Changing water temperatures in both the South Pacific and North Atlantic oceans could produce a relatively tame 2012 Atlantic hurricane season, according to forecasters at Andover, MA-based WSI. Corp.

“After back-to-back La Nina winters, most models are suggesting an end to La Nina or possibly an emergence of El Nino by late next summer,” said WSI Chief Meteorologist Todd Crawford. “This outlook, combined with the fact that the North Atlantic Ocean has recently cooled to levels not observed in a decade, is suggestive of a less active tropical season in 2012, at least relative to recent active period (1995-2011) normals.”

In their first forecast for the 2012 Atlantic hurricane season, WSI forecasters said they expect 12 named storms, including seven hurricanes, three of them intense hurricanes (Category 3 or higher). Those numbers fall between the long-term (1950-2011) averages of 11 named storms, six hurricanes and two intense hurricanes, and the averages from the more active recent period (1995-2011) of 15/8/4.
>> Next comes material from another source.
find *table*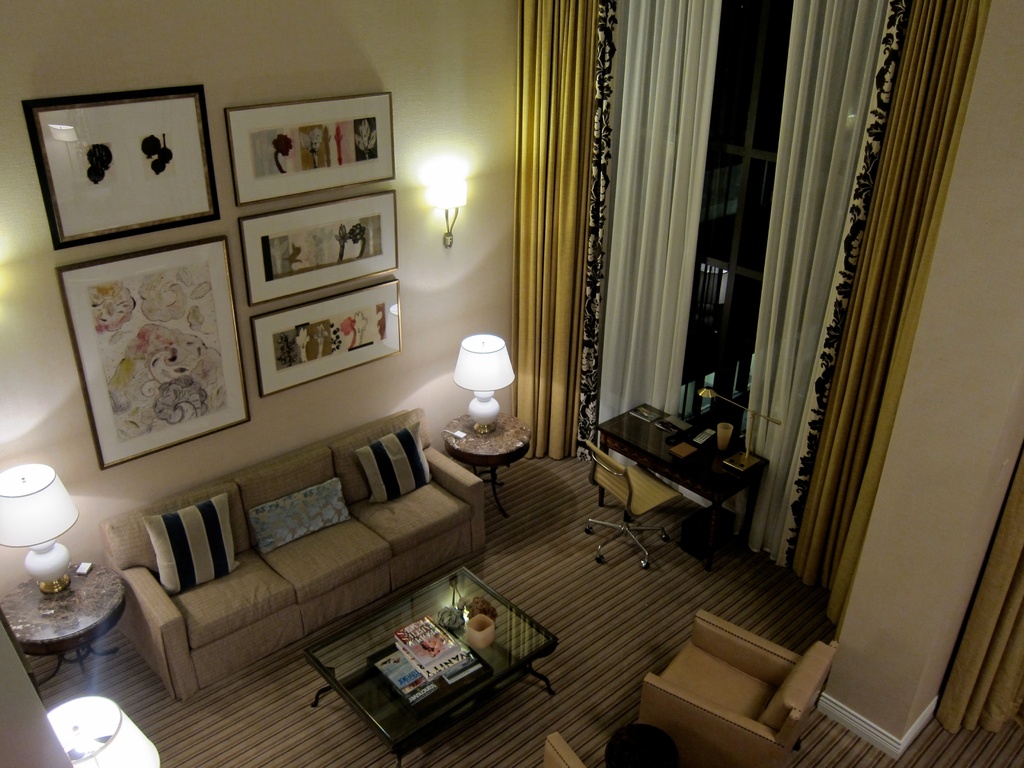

Forecasters at Colorado State University (CSU) recently said they expect an above-average hurricane season in 2012 (see Daily GPI, Dec. 9). WSI’s numbers match the low end of the CSU forecast, which calls for conditions that would typically create 12-15 named storms, including seven to nine hurricanes, with three to four of them major hurricanes. Like WSI, the CSU forecasters said the prospect of an El Nino developing and the expected cooling of Atlantic sea surface temperatures influenced their tropical storm forecast.

With more than five months remaining before the June 1 start of the 2012 hurricane season, Crawford said there is no particularly strong indication of possible hurricane landfalls.
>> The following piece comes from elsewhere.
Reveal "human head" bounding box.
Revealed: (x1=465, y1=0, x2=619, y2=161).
“For 2012, our landfall model depicts close-to-normal probabilities of landfall along the U.S. coastline, slightly elevated chances in the Gulf and Florida and slightly reduced chances along the East Coast,” Crawford said.
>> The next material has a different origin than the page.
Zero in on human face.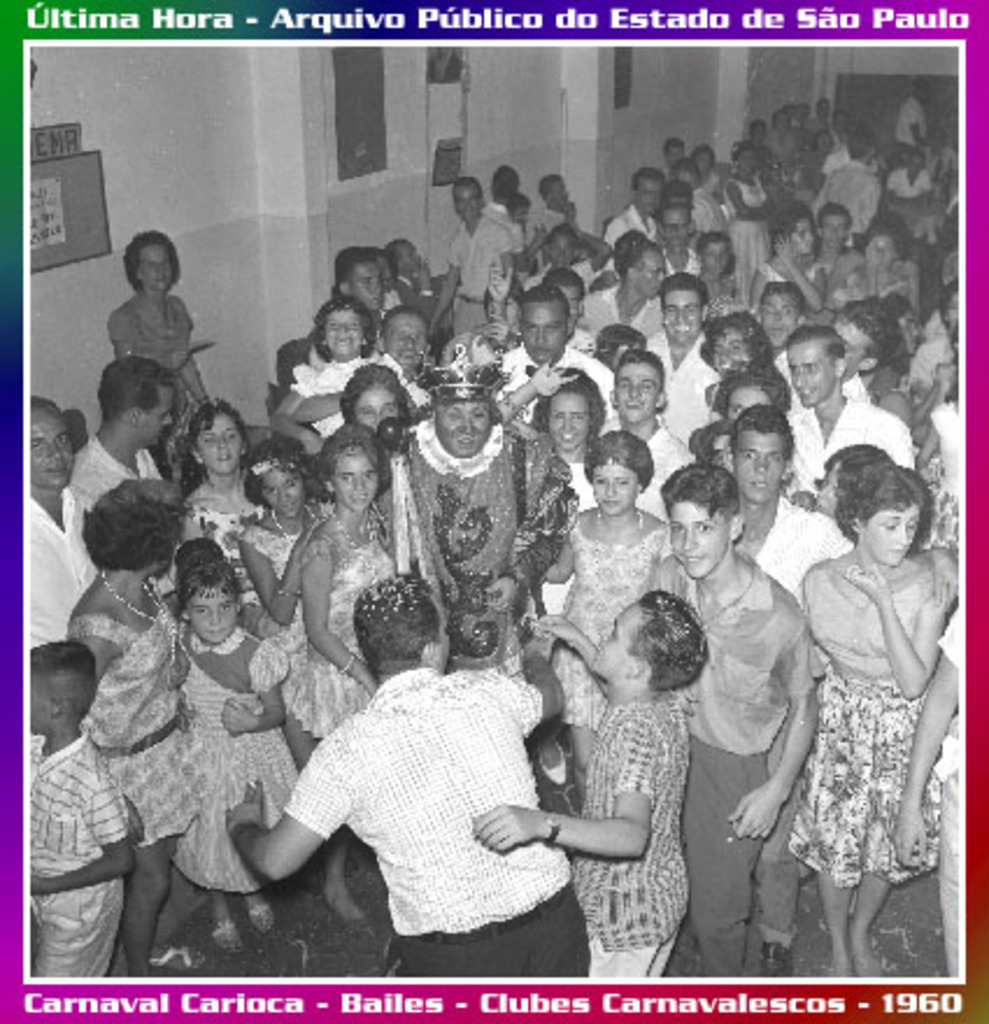
Zeroed in: l=707, t=247, r=733, b=277.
The 2011 Atlantic hurricane season didn’t bring many tropical storms to Gulf of Mexico energy interests or the North American mainland, but it did produce the third-highest number of tropical storms since records began in 1851 and continued a trend of active hurricane seasons begun in 1995, according to the National Oceanic and Atmospheric Administration (see Daily GPI, Nov. 29).